At any given moment, my thoughts and feelings swirl in my brain like a game of musical chairs. When the music stops, I’m left standing—fitting, since I have trouble sitting still anyway.


In the moment, these experiences feel normal—not in the air-quote “normal” sense, but in the sense that they are my normal. I’ve accepted myself as an anxious, clumsy, overthinking, highly sensitive, recovering people-pleaser with poor time management. To me, that’s just who I am. And after all the therapy, self-reflection, and affirmations, I’ve learned to to have compassion for even the most challenging parts of myself.

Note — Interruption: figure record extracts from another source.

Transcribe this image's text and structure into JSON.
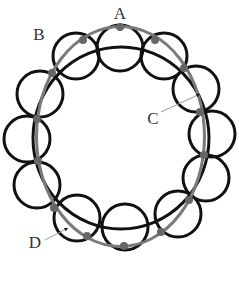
{
  "diagram": {
    "labels": [
      {
        "id": "A",
        "text": "A",
        "x": 120,
        "y": 19
      },
      {
        "id": "B",
        "text": "B",
        "x": 39,
        "y": 40
      },
      {
        "id": "C",
        "text": "C",
        "x": 153,
        "y": 124
      },
      {
        "id": "D",
        "text": "D",
        "x": 35,
        "y": 248
      }
    ],
    "colors": {
      "loops": "#111111",
      "guide_ellipse": "#7a7a7a",
      "dots": "#666666",
      "leader": "#999999"
    },
    "guide_ellipse": {
      "cx": 120.5,
      "cy": 136.5,
      "rx": 84,
      "ry": 110
    },
    "inner_ellipse": {
      "cx": 121,
      "cy": 138,
      "rx": 88,
      "ry": 91
    },
    "loops": [
      {
        "cx": 120,
        "cy": 48,
        "r": 23
      },
      {
        "cx": 164,
        "cy": 56,
        "r": 23
      },
      {
        "cx": 196,
        "cy": 89,
        "r": 23
      },
      {
        "cx": 212,
        "cy": 134,
        "r": 23
      },
      {
        "cx": 206,
        "cy": 178,
        "r": 23
      },
      {
        "cx": 178,
        "cy": 214,
        "r": 23
      },
      {
        "cx": 125,
        "cy": 227,
        "r": 23
      },
      {
        "cx": 77,
        "cy": 218,
        "r": 23
      },
      {
        "cx": 37,
        "cy": 185,
        "r": 23
      },
      {
        "cx": 27,
        "cy": 139,
        "r": 23
      },
      {
        "cx": 40,
        "cy": 94,
        "r": 23
      },
      {
        "cx": 76,
        "cy": 56,
        "r": 23
      }
    ],
    "dots": [
      {
        "x": 120,
        "y": 27
      },
      {
        "x": 83,
        "y": 40
      },
      {
        "x": 155,
        "y": 40
      },
      {
        "x": 52,
        "y": 73
      },
      {
        "x": 184,
        "y": 68
      },
      {
        "x": 37,
        "y": 119
      },
      {
        "x": 200,
        "y": 112
      },
      {
        "x": 38,
        "y": 161
      },
      {
        "x": 204,
        "y": 155
      },
      {
        "x": 54,
        "y": 208
      },
      {
        "x": 189,
        "y": 200
      },
      {
        "x": 87,
        "y": 236
      },
      {
        "x": 161,
        "y": 232
      },
      {
        "x": 124,
        "y": 246
      }
    ],
    "leaders": [
      {
        "id": "C",
        "x1": 161,
        "y1": 112,
        "x2": 200,
        "y2": 94
      },
      {
        "id": "D",
        "x1": 45,
        "y1": 240,
        "x2": 68,
        "y2": 228
      }
    ]
  }
}
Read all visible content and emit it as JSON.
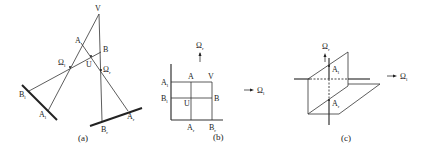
{
  "panels": {
    "a": {
      "caption": "(a)",
      "labels": {
        "V": "V",
        "A": "A",
        "B": "B",
        "U": "U",
        "Omega_l": "Ω",
        "Omega_l_sub": "l",
        "Omega_r": "Ω",
        "Omega_r_sub": "r",
        "B_l": "B",
        "B_l_sub": "l",
        "A_l": "A",
        "A_l_sub": "l",
        "A_r": "A",
        "A_r_sub": "r",
        "B_r": "B",
        "B_r_sub": "r"
      }
    },
    "b": {
      "caption": "(b)",
      "labels": {
        "A_l": "A",
        "A_l_sub": "l",
        "B_l": "B",
        "B_l_sub": "l",
        "A": "A",
        "V": "V",
        "U": "U",
        "B": "B",
        "A_r": "A",
        "A_r_sub": "r",
        "B_r": "B",
        "B_r_sub": "r",
        "Omega_r": "Ω",
        "Omega_r_sub": "r",
        "Omega_l": "Ω",
        "Omega_l_sub": "l"
      }
    },
    "c": {
      "caption": "(c)",
      "labels": {
        "Omega_r": "Ω",
        "Omega_r_sub": "r",
        "A_l": "A",
        "A_l_sub": "l",
        "A_r": "A",
        "A_r_sub": "r",
        "Omega_l": "Ω",
        "Omega_l_sub": "l"
      }
    }
  }
}
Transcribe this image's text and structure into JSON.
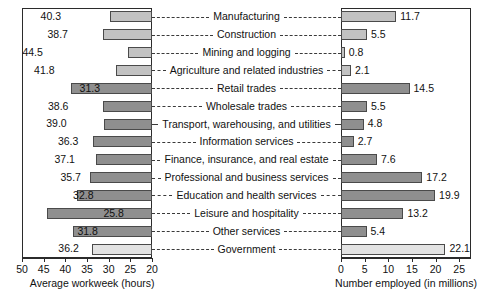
{
  "chart_data": {
    "type": "bar",
    "title": "",
    "orientation": "horizontal",
    "layout": "two-panel mirrored bar chart with shared centered category labels",
    "categories": [
      "Manufacturing",
      "Construction",
      "Mining and logging",
      "Agriculture and related industries",
      "Retail trades",
      "Wholesale trades",
      "Transport, warehousing, and utilities",
      "Information services",
      "Finance, insurance, and real estate",
      "Professional and business services",
      "Education and health services",
      "Leisure and hospitality",
      "Other services",
      "Government"
    ],
    "groups": [
      "goods",
      "goods",
      "goods",
      "goods",
      "service",
      "service",
      "service",
      "service",
      "service",
      "service",
      "service",
      "service",
      "service",
      "gov"
    ],
    "series": [
      {
        "name": "Average workweek (hours)",
        "panel": "left",
        "xlabel": "Average workweek (hours)",
        "ylabel": "",
        "xlim": [
          50,
          20
        ],
        "reversed": true,
        "ticks": [
          50,
          45,
          40,
          35,
          30,
          25,
          20
        ],
        "tick_labels": [
          "50",
          "45",
          "40",
          "35",
          "30",
          "25",
          "20"
        ],
        "values": [
          40.3,
          38.7,
          44.5,
          41.8,
          31.3,
          38.6,
          39.0,
          36.3,
          37.1,
          35.7,
          32.8,
          25.8,
          31.8,
          36.2
        ],
        "value_labels": [
          "40.3",
          "38.7",
          "44.5",
          "41.8",
          "31.3",
          "38.6",
          "39.0",
          "36.3",
          "37.1",
          "35.7",
          "32.8",
          "25.8",
          "31.8",
          "36.2"
        ]
      },
      {
        "name": "Number employed (in millions)",
        "panel": "right",
        "xlabel": "Number employed (in millions)",
        "ylabel": "",
        "xlim": [
          0,
          27.5
        ],
        "reversed": false,
        "ticks": [
          0,
          5,
          10,
          15,
          20,
          25
        ],
        "tick_labels": [
          "0",
          "5",
          "10",
          "15",
          "20",
          "25"
        ],
        "values": [
          11.7,
          5.5,
          0.8,
          2.1,
          14.5,
          5.5,
          4.8,
          2.7,
          7.6,
          17.2,
          19.9,
          13.2,
          5.4,
          22.1
        ],
        "value_labels": [
          "11.7",
          "5.5",
          "0.8",
          "2.1",
          "14.5",
          "5.5",
          "4.8",
          "2.7",
          "7.6",
          "17.2",
          "19.9",
          "13.2",
          "5.4",
          "22.1"
        ]
      }
    ],
    "grid": false,
    "legend": null,
    "colors": {
      "goods": "#c2c2c2",
      "service": "#8f8f8f",
      "gov": "#e3e3e3",
      "bar_border": "#4a4a4a",
      "axis": "#2b2b2b",
      "text": "#111111",
      "background": "#ffffff"
    }
  },
  "left_panel": {
    "axis_title": "Average workweek (hours)"
  },
  "right_panel": {
    "axis_title": "Number employed (in millions)"
  }
}
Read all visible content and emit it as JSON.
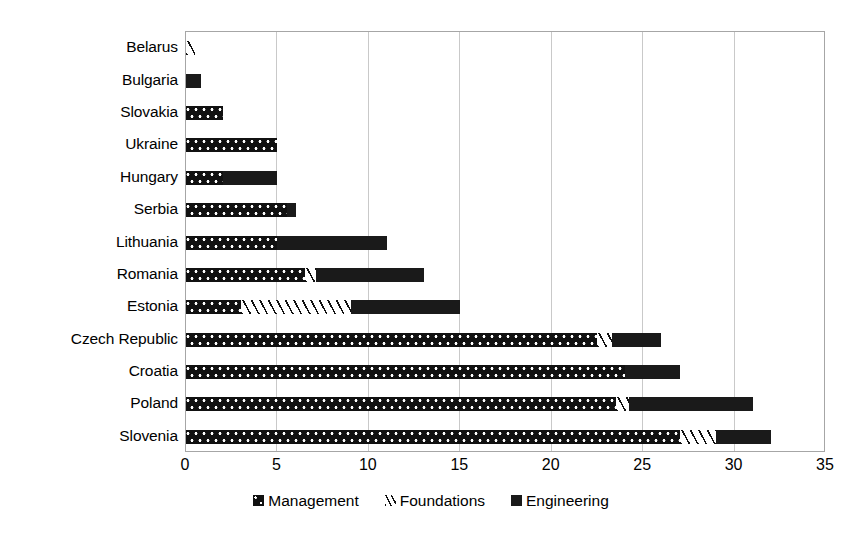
{
  "chart_data": {
    "type": "bar",
    "orientation": "horizontal",
    "stacked": true,
    "title": "",
    "xlabel": "",
    "ylabel": "",
    "xlim": [
      0,
      35
    ],
    "xticks": [
      "0",
      "5",
      "10",
      "15",
      "20",
      "25",
      "30",
      "35"
    ],
    "xtick_values": [
      0,
      5,
      10,
      15,
      20,
      25,
      30,
      35
    ],
    "grid": "vertical",
    "legend_position": "bottom",
    "categories": [
      "Belarus",
      "Bulgaria",
      "Slovakia",
      "Ukraine",
      "Hungary",
      "Serbia",
      "Lithuania",
      "Romania",
      "Estonia",
      "Czech Republic",
      "Croatia",
      "Poland",
      "Slovenia"
    ],
    "series": [
      {
        "name": "Management",
        "pattern": "cross-hatch",
        "color": "#111111",
        "values": [
          0,
          0,
          2.0,
          5.0,
          2.0,
          5.5,
          5.0,
          6.5,
          3.0,
          22.5,
          24.0,
          23.5,
          27.0
        ]
      },
      {
        "name": "Foundations",
        "pattern": "diagonal-stripes",
        "color": "#111111",
        "values": [
          0.5,
          0,
          0,
          0,
          0,
          0,
          0,
          0.6,
          6.0,
          0.8,
          0,
          0.7,
          2.0
        ]
      },
      {
        "name": "Engineering",
        "pattern": "solid",
        "color": "#1a1a1a",
        "values": [
          0,
          0.8,
          0,
          0,
          3.0,
          0.5,
          6.0,
          5.9,
          6.0,
          2.7,
          3.0,
          6.8,
          3.0
        ]
      }
    ],
    "totals": [
      0.5,
      0.8,
      2.0,
      5.0,
      5.0,
      6.0,
      11.0,
      13.0,
      15.0,
      26.1,
      27.0,
      31.0,
      32.0
    ]
  },
  "legend": {
    "items": [
      {
        "label": "Management",
        "swatch": "cross-hatch-swatch"
      },
      {
        "label": "Foundations",
        "swatch": "diagonal-stripe-swatch"
      },
      {
        "label": "Engineering",
        "swatch": "solid-swatch"
      }
    ]
  },
  "colors": {
    "bar_dark": "#111111",
    "gridline": "#c9c9c9",
    "axis_border": "#a6a6a6",
    "background": "#ffffff"
  }
}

I decided to bring my ADHD questions to my therapist first rather than my doctor because, ultimately the idea of being rejected or invalidated is what has held me back from speaking these concerns out loud up until this point. My doctor has not necessarily given me a reason to think she’d dismiss me, but I don’t feel entirely safe from her judgment. My therapist, on the other hand, has always made me feel validated—even when offering necessary reality checks.


This fear isn’t new. It’s the same fear I’ve had all my life: fear of the reaction more than the thing itself. I’ve always felt the need to explain myself—to justify all of my actions and choices before I'm even questioned on them. I mentally prepare to defend my every decision as if I do not have the right to make them for myself.


I’m afraid of being judged for self-diagnosing. Afraid of being seen as attention-seeking. Afraid I am attention-seeking. Afraid I’m wrong and there’s no explanation for how I feel.


At the same time, I’m afraid I’m right—and I’m not sure what that means.